Just me and my demons

Chances of rain this evening and tomorrow. That makes two Fridays in a row, if it comes to pass. Not an end to the drought by any stretch of the imagination, but it’s a start.

Had a call from Pete Crowther today, asking me if I would consider editing one of his forthcoming books. Heck, when someone like Pete asks, how can you say no? So I didn’t. Today’s newsletter from PS Publishing has some of the details about the project, but my job probably won’t kick in until sometime later this year or early next. Cool getting the chance to work with PS Publishing, though.

I don’t usually catch bloopers, but I spotted one on The Mentalist last night. A subtle one. When Lisbon brings the pizza to Hightower at the camp hideout, Hightower is reading while her kids are playing. I’m always curious about what characters in shows and movies read, so I kept an eye on the book to see if I could make out the title or the author. As Lisbon approaches, she sets the book down on the picnic table, face up. There’s an immediate cut to the reverse angle shot and the book is now face down. Alas, I couldn’t make out any details about the book, though.

Pretty amazing ending to The Mentalist, though, right? First off, there’s the question of what Laroche has in the Tupperware dish in his safe. His secret that must be maintained at all cost. Whatever could it be? Personal, he said. Very personal. “You’re a fascinating man, Patrick. Who knows what you might have achieved in this world were you not quite so damaged.” What is Laroche’s damage?

The bombing plot was a little overblown, but it had it’s moments. I loved Patrick’s reaction to seeing Lisbon in the bridesmaid’s dress. “Beautiful, a princess. An angry little princess. Someone stole your tiara.” Per usual, Cho doesn’t even blink when he says they have to go to a crime scene. “You might want to change.”

Hightower is ready to come in from the cold, especially after her cousin, who’s been helping her hide, is murdered. “Are you alone?” she asks Patrick. “Just me and my demons,” he answers. Is that the first time anyone has called Cho by his first name? (Kimball)

Okay, I want to go on the record here: I totally called it. I knew who the mole was two or three weeks ago. I found at least one post (May 6) where I said this, and I thought there was another because I’ve had this notion for a while. So I was pretty disappointed when it looked like I was wrong at first. “It’s not you, it’s me,” Craig says at the end, the stereotypical brushoff. I guess that mean’s the wedding’s off. I wonder about the necklace he gave Grace. When he did so, I thought that it might be bugged, but if that was the case he would have heard everything and cottoned onto Patrick’s floor gag. He pulled it off her neck at the end. Given that she just put a bullet in her fiancé, I was a little disappointed when she went to him instead of tending to Lisbon in the aftermath.

The last several minutes, though, were amazing. I noticed the guy sitting in the food court before and wondered if he was someone we should pay attention to. The voice was convincing. I remember thinking when we first heard it (when Red John quoted the poem that Cho knew by heart, of course) that Red John might be a woman. The conversation at the table was so surreal. “I want to release you from this curse you are under,” Red John says. “I look at it more like a hobby,” Patrick returns. Red John then teases Patrick, saying that he’s not the devil or a monster, just an regular human being with flaws and vices and problems, just like everybody else. “I’m not worth ruining your life over.” Then he has to dig a little deeper, telling Patrick to live his precious life, find a woman to love, start a family…the very things Red John took from him. Patrick’s response: when you’re dead.

Finally, Red John provides the proof Patrick needs to believe that this really is his nemesis. Details about wife and daughter that seemed to ring true with him. Patrick seems emotional. Vulnerable. And then he does the unexpected and uses one of those guns he’s always condemning everyone else for. His mission is at an end. He puts the gun conspicuously and gingerly on the table, calls for the check (the woman looks at him like he’s insane: no blame there) and calmly drinks his tea while the police arrive.

Where does the show go from here? If that really was Red John, we still have a lot of unanswered questions. How does he get an FBI agent to do his bidding? What power and influence does he did he possess? It’s possible that Lisbon won’t believe that he really is Red John, which would be a nice reversal next season, provided Patrick doesn’t spend all 23 episodes locked up in jail. Pretty amazing.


▸ About this task
A single figure is required: the number of lines below in which the word "elements" occurs.

▸ Given entries
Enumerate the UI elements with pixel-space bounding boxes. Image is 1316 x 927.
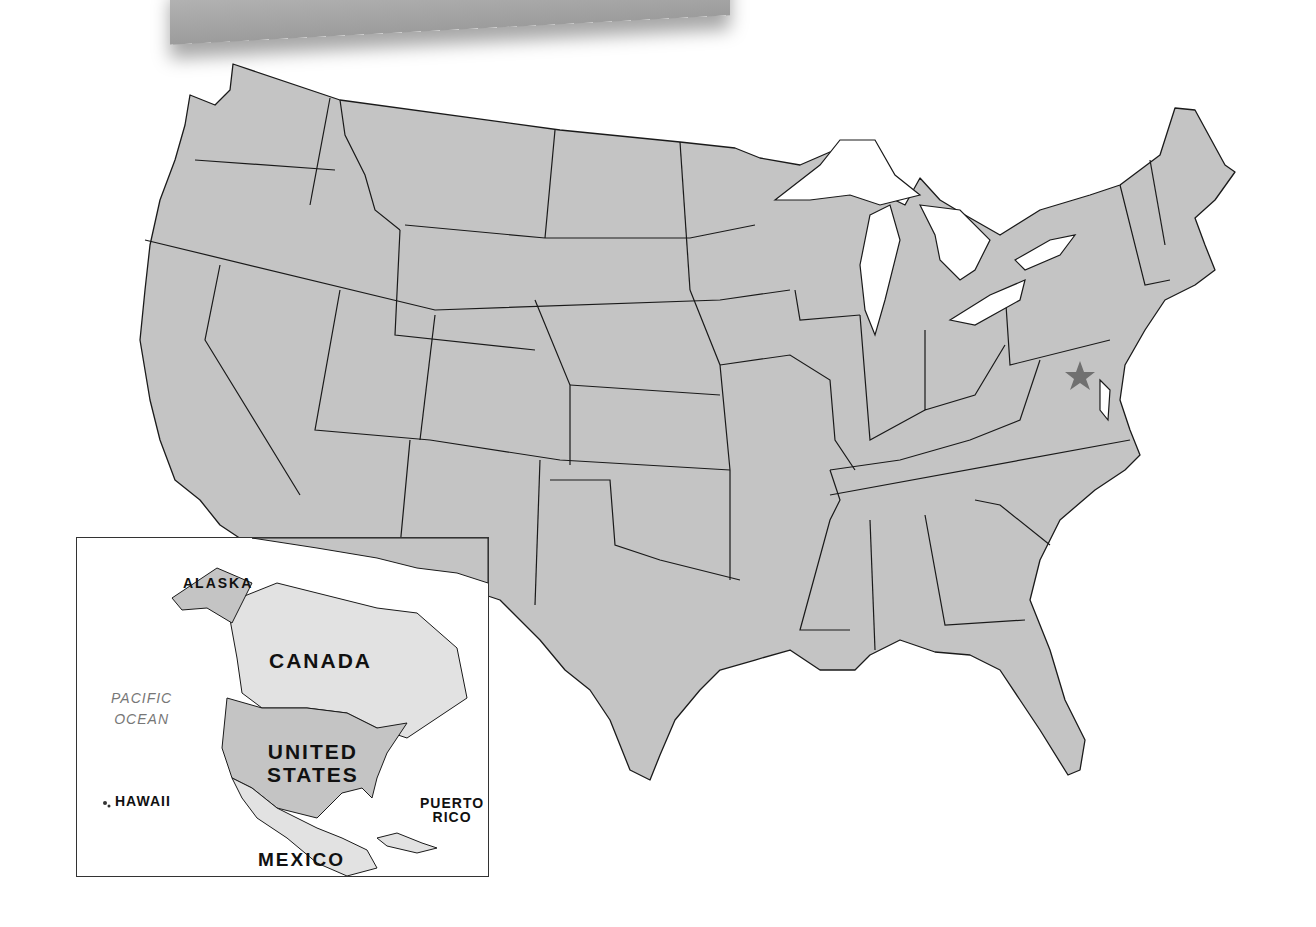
--
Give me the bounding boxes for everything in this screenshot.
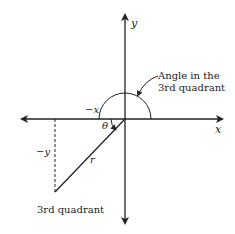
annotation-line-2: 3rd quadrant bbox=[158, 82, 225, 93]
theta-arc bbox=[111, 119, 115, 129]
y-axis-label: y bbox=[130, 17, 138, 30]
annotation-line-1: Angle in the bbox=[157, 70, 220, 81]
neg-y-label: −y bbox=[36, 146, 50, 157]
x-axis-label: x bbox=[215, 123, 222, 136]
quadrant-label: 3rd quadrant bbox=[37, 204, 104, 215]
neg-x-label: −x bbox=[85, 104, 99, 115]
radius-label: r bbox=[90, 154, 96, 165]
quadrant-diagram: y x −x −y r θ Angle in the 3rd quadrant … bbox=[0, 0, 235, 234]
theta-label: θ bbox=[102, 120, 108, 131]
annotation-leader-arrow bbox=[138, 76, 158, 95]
---
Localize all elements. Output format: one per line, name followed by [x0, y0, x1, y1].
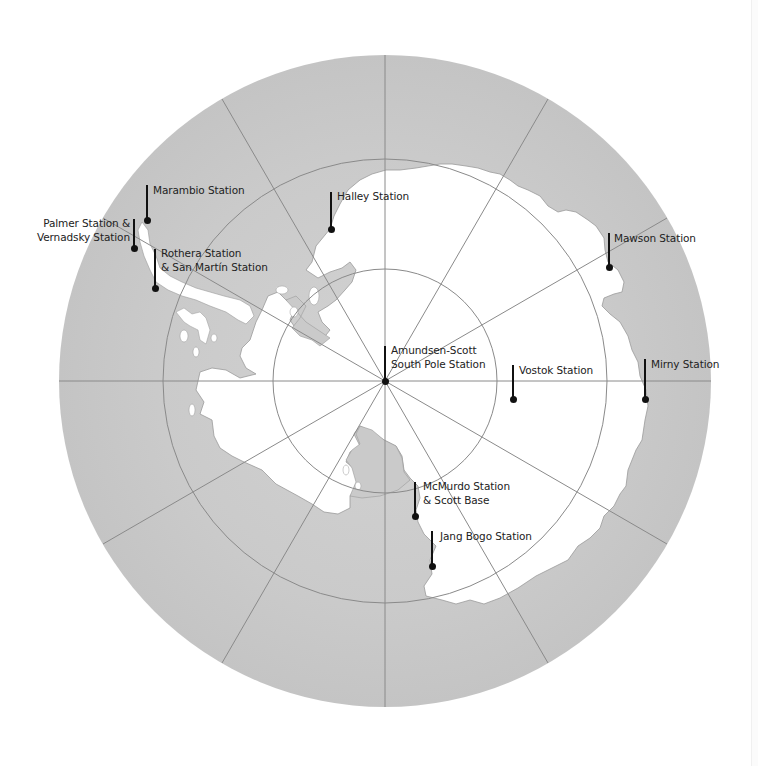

▸ Task solution
2